CNET Has Been Publishing AI-Written Articles for Months

CNET reporter Jackson Ryan published an article last month describing how ChatGPT, an AI that can generate human-sounding text, would affect journalists and the news industry…

“It definitely can’t do the job of a journalist,” Ryan wrote of ChatGPT. “To say so diminishes the act of journalism itself.”…

The article said ChatGPT isn’t coming for journalists’ jobs just yet, but the very publication that ran Ryan’s article has been quietly publishing articles written by AI since November, according to Futurism and online marketer Gael Breton. The AI-written CNET articles bear the byline CNET Money Staff which is identified on the outlet’s website as “AI Content published under this author byline is generated using automation technology.”

CNET responded in a linked statement via email, saying the Money editorial team was trying out the technology “to see if there’s a pragmatic use case for an AI assist on basic explainers around financial services topics.”

I always love the corporate use of “pragmatic”. Usually means “have we been caught at it – or not?”

Personally, I have no beef with use of technology advancing journalism or anything else. Just don’t try to smuggle it past consumers

3 thoughts on “CNET Has Been Publishing AI-Written Articles for Months

  1. SEO says:

    The prominent tech news site CNET’s attempt to pass off AI-written work keeps getting worse. First, the site was caught quietly publishing the machine learning-generated stories in the first place. Then the AI-generated content was found to be riddled with factual errors. Now, CNET’s AI also appears to have been a serial plagiarist — of actual humans’ work.
    …The bot’s misbehavior ranges from verbatim copying to moderate edits to significant rephrasings, all without properly crediting the original. In at least some of its articles, it appears that virtually every sentence maps directly onto something previously published elsewhere. https://futurism.com/cnet-ai-plagiarism
    …All told, a pattern quickly emerges. Essentially, CNET’s AI seems to approach a topic by examining similar articles that have already been published and ripping sentences out of them. As it goes, it makes adjustments — sometimes minor, sometimes major — to the original sentence’s syntax, word choice, and structure. Sometimes it mashes two sentences together, or breaks one apart, or assembles chunks into new Frankensentences. Then it seems to repeat the process until it’s cooked up an entire article.
    In short, a close examination of the work produced by CNET’s AI makes it seem less like a sophisticated text generator and more like an automated plagiarism machine, casually pumping out pilfered work that would get a human journalist fired.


EXERCISE:
Where the word "path" shows up in the entries below, please copy the whole line.

DATASET EXTRACT:
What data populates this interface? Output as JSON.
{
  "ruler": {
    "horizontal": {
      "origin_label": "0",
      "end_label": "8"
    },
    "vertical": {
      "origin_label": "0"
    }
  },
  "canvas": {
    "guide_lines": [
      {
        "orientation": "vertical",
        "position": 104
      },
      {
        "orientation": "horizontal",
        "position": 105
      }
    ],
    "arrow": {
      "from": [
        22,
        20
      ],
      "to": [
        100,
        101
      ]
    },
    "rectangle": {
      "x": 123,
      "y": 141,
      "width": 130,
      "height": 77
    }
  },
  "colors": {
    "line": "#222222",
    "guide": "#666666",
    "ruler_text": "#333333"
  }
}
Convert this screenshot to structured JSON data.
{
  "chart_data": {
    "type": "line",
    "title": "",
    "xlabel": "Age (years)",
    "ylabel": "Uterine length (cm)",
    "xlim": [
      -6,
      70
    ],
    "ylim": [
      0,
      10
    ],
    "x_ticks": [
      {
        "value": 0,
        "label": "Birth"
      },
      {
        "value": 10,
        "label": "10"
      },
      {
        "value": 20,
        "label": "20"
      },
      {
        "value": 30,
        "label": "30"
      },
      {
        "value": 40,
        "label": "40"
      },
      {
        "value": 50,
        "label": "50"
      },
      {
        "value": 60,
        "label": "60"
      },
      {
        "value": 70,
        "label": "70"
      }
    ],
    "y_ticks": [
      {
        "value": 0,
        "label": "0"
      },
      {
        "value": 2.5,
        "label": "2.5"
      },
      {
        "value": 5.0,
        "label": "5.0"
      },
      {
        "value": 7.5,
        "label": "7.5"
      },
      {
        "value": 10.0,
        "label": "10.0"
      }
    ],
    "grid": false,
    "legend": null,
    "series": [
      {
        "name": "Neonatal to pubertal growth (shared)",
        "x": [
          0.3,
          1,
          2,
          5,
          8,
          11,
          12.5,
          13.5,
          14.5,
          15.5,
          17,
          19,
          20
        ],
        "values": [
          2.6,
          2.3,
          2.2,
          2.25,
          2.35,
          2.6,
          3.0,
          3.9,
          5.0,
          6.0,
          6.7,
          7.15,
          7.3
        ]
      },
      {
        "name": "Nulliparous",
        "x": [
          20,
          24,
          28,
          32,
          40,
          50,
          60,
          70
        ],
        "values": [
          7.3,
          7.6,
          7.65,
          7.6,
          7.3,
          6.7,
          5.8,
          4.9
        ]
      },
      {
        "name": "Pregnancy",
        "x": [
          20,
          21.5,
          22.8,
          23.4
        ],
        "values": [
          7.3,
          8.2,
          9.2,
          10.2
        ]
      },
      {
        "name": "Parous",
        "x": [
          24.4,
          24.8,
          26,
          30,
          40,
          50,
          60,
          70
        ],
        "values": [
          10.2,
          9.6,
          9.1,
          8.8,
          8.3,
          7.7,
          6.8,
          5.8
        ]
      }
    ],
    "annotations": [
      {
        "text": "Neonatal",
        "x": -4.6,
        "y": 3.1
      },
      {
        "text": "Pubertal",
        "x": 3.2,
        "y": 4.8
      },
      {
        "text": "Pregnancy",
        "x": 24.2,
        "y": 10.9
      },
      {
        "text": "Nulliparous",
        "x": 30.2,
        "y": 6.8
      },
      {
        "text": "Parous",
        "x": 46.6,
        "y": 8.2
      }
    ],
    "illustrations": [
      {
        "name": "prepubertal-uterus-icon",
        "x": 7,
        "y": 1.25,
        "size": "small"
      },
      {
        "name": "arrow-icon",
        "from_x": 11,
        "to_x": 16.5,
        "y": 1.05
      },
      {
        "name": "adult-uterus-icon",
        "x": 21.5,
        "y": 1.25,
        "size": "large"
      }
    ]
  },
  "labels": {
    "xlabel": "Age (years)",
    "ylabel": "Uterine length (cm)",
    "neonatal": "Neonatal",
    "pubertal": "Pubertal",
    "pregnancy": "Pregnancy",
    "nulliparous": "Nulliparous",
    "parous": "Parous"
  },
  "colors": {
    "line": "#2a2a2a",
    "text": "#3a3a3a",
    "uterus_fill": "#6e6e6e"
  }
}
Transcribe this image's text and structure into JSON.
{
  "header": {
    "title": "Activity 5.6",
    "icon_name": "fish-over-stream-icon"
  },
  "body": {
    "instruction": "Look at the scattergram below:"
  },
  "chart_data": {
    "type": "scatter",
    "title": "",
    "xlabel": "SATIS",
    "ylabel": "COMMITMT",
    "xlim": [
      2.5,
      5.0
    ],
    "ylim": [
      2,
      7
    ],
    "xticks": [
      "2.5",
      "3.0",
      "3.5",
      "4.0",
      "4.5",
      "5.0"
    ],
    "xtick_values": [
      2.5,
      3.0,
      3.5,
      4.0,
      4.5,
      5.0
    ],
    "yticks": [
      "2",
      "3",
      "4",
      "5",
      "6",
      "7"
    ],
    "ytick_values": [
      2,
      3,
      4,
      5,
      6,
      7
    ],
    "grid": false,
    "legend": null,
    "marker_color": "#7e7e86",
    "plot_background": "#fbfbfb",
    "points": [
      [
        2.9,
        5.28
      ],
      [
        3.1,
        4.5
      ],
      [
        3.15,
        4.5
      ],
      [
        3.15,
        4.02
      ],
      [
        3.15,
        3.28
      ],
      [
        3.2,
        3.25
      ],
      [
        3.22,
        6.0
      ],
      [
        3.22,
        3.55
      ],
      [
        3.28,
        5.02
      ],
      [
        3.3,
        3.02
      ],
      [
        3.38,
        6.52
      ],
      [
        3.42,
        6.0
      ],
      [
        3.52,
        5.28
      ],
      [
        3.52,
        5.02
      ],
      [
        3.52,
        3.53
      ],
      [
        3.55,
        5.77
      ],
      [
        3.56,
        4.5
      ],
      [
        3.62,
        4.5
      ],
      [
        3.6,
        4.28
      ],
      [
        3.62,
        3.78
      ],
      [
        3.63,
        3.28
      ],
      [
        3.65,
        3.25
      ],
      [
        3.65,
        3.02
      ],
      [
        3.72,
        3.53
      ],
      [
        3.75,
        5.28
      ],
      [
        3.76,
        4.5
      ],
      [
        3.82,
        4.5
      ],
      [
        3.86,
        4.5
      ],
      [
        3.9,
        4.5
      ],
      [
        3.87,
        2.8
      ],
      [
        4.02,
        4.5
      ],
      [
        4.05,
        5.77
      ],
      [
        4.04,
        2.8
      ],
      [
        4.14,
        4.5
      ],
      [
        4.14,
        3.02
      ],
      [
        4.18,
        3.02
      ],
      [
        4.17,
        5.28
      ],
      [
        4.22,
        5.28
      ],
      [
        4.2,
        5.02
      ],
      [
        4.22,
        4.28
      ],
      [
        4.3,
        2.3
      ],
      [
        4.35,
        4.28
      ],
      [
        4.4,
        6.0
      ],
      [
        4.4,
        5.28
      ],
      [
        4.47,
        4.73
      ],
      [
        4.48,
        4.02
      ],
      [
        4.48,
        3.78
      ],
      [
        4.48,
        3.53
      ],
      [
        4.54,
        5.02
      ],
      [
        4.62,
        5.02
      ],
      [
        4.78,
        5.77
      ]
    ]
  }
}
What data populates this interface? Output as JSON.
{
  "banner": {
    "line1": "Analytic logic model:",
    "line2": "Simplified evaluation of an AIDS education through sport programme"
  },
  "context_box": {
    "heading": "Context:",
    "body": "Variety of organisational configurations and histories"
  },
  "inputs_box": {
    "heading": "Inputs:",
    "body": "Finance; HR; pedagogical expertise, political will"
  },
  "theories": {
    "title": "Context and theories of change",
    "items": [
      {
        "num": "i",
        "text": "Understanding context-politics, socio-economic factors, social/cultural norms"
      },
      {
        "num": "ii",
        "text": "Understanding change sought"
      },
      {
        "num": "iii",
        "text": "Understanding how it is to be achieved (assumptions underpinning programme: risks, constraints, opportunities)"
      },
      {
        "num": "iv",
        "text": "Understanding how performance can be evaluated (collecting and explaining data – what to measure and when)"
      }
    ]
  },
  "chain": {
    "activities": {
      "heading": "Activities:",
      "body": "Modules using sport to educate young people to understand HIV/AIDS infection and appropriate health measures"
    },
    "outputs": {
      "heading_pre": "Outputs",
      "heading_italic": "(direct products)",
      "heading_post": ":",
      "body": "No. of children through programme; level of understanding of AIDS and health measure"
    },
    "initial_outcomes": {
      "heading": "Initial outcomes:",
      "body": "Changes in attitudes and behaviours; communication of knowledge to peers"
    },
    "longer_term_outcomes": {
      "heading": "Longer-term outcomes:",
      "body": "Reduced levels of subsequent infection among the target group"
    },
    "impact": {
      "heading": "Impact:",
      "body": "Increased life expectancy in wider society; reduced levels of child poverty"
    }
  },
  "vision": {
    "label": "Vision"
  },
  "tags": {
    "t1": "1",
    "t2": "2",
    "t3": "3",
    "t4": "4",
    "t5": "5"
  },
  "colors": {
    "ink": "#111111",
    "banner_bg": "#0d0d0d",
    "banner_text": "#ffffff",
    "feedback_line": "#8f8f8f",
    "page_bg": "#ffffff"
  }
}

* * *

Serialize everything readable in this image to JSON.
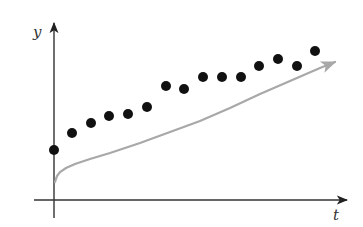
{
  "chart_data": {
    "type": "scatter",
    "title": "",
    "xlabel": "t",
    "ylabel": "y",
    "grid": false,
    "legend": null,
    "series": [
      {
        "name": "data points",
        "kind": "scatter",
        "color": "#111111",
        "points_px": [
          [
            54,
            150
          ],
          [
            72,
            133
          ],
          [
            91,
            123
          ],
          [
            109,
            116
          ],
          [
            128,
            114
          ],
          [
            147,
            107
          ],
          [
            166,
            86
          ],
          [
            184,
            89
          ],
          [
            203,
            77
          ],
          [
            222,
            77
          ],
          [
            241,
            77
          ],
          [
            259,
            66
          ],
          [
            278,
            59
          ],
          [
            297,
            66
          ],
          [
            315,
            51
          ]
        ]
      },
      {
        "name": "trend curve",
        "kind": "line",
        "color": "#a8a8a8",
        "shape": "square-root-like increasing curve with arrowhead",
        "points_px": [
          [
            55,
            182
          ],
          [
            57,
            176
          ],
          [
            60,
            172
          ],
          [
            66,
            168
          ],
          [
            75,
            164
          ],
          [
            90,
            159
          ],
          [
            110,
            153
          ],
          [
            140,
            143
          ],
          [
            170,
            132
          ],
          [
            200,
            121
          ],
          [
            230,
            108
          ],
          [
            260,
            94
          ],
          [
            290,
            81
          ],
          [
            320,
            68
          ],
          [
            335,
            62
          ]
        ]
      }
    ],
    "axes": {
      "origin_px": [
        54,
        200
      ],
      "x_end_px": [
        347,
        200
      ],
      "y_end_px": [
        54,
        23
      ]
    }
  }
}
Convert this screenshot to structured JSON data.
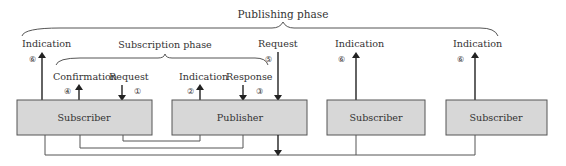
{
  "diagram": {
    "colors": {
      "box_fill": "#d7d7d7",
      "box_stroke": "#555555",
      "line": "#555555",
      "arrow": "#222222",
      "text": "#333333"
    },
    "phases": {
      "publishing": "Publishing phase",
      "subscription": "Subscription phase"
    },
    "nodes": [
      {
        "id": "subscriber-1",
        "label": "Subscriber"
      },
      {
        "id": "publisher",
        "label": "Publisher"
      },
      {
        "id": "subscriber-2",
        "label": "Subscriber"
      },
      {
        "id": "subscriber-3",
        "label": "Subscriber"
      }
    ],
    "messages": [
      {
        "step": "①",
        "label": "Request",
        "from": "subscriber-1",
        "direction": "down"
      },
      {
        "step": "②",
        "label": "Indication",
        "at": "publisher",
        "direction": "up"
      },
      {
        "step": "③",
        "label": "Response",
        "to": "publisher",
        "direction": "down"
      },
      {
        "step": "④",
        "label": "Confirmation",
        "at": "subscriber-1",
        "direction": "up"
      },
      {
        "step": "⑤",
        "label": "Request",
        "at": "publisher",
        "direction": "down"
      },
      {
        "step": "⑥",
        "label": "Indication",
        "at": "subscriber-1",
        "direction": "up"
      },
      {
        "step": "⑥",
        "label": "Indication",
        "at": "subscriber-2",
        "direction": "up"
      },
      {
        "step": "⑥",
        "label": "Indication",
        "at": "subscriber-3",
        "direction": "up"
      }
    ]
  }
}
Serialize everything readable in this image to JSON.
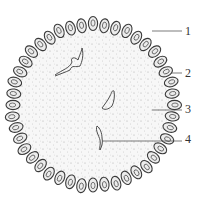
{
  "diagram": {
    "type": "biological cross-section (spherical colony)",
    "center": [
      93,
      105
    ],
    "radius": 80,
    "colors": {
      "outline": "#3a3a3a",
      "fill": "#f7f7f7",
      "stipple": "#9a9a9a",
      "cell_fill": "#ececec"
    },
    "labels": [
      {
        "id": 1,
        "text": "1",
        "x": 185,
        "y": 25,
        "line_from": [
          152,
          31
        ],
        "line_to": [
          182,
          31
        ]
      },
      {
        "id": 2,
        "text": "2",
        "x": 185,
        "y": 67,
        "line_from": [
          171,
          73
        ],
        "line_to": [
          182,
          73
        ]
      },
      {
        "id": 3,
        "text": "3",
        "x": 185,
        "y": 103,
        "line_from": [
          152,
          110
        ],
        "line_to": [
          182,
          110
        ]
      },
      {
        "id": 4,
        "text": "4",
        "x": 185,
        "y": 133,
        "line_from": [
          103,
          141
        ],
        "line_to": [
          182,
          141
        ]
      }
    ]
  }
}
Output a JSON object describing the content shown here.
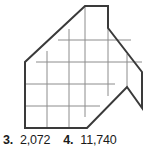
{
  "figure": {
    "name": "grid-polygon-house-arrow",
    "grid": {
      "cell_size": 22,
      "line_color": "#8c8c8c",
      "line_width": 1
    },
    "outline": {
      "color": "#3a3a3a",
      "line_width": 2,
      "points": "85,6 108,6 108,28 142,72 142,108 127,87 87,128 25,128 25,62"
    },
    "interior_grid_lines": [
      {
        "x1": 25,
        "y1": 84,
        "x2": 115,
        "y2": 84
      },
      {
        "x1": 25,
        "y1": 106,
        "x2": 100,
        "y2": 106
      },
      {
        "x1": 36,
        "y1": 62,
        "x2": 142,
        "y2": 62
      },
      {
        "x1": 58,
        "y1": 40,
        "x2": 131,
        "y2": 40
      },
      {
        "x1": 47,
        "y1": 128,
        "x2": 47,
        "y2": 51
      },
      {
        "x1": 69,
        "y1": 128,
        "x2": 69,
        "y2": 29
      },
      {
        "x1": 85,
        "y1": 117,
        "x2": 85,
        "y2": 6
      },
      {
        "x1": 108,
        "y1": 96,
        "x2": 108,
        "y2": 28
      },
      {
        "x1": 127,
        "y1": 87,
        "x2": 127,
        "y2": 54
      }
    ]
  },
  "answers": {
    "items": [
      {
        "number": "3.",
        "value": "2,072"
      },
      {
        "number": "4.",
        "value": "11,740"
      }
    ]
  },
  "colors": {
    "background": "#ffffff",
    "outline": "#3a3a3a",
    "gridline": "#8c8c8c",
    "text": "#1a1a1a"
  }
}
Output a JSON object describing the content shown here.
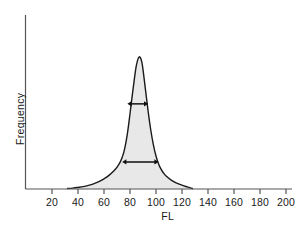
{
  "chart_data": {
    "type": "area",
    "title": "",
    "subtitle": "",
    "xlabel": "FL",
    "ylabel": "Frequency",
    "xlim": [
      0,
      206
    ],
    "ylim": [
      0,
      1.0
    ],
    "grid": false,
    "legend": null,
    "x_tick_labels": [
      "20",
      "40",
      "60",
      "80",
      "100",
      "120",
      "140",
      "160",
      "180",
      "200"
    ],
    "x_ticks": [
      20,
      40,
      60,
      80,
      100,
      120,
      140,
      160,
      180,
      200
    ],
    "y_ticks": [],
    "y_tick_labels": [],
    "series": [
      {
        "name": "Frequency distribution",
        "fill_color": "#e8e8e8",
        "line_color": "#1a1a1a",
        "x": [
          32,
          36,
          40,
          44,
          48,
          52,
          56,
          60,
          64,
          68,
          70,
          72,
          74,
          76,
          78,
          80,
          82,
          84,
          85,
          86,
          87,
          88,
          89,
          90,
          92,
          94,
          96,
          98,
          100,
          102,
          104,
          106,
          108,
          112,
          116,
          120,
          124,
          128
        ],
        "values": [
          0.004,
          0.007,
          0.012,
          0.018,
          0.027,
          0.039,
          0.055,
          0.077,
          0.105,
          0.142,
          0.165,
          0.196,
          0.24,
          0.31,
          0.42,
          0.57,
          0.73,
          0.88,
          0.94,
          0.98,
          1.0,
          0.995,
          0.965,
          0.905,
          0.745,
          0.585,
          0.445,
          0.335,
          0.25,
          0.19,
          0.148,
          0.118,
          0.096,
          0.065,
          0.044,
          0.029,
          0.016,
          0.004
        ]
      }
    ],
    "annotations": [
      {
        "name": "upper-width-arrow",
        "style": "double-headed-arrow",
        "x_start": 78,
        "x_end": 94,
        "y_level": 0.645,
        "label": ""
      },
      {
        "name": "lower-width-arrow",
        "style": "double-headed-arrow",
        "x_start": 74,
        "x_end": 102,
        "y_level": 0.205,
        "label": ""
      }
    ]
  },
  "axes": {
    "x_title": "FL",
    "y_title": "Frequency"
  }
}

---

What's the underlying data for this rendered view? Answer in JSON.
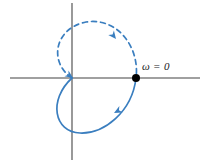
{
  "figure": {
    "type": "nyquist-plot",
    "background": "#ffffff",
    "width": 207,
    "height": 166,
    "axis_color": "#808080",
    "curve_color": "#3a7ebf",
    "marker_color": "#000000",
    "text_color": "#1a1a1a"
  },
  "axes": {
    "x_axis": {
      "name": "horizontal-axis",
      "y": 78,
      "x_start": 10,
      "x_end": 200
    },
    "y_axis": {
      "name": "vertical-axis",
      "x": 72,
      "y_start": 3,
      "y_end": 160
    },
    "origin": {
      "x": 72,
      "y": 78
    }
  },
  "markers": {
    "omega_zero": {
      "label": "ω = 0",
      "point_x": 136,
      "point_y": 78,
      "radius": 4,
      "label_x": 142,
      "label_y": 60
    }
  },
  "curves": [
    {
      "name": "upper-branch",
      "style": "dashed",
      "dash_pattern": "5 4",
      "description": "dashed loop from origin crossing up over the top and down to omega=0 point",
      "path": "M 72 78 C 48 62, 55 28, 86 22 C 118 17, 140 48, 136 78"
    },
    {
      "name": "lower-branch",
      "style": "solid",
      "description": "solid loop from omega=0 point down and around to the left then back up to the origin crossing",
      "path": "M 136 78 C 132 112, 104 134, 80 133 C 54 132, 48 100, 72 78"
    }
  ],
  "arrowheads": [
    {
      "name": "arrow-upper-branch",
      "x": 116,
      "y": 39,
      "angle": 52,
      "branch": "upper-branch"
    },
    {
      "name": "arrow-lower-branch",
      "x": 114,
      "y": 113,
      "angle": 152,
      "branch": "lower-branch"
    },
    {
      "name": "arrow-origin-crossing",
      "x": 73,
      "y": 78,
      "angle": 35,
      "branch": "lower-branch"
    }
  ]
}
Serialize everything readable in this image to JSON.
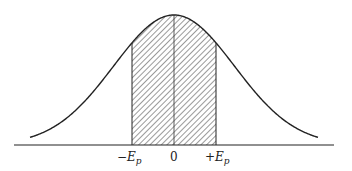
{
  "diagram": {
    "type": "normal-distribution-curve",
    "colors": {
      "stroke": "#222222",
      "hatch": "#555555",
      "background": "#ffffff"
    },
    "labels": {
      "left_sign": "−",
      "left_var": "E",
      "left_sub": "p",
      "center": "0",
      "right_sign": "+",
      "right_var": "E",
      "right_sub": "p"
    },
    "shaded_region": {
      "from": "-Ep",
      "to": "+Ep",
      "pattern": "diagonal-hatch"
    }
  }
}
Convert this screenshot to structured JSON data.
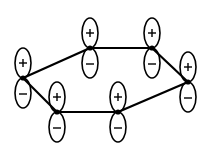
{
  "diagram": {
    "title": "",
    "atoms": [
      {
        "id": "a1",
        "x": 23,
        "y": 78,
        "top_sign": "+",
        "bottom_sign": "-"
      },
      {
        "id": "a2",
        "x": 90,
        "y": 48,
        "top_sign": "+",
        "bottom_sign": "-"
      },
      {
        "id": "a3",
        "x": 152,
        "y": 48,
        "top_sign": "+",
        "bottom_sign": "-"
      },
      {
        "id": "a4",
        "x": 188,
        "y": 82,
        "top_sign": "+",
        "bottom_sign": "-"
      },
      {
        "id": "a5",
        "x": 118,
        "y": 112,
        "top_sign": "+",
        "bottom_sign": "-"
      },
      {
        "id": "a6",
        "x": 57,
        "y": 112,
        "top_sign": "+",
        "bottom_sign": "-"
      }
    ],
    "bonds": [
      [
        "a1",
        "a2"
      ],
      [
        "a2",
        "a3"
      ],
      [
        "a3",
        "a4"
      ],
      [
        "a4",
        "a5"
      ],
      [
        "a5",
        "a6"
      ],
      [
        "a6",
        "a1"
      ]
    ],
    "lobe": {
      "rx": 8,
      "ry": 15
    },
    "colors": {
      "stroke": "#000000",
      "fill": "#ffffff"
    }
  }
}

SOLUTION FOR THIS PROBLEM:
      "path": "M 72 78 C 48 62, 55 28, 86 22 C 118 17, 140 48, 136 78"
      "path": "M 136 78 C 132 112, 104 134, 80 133 C 54 132, 48 100, 72 78"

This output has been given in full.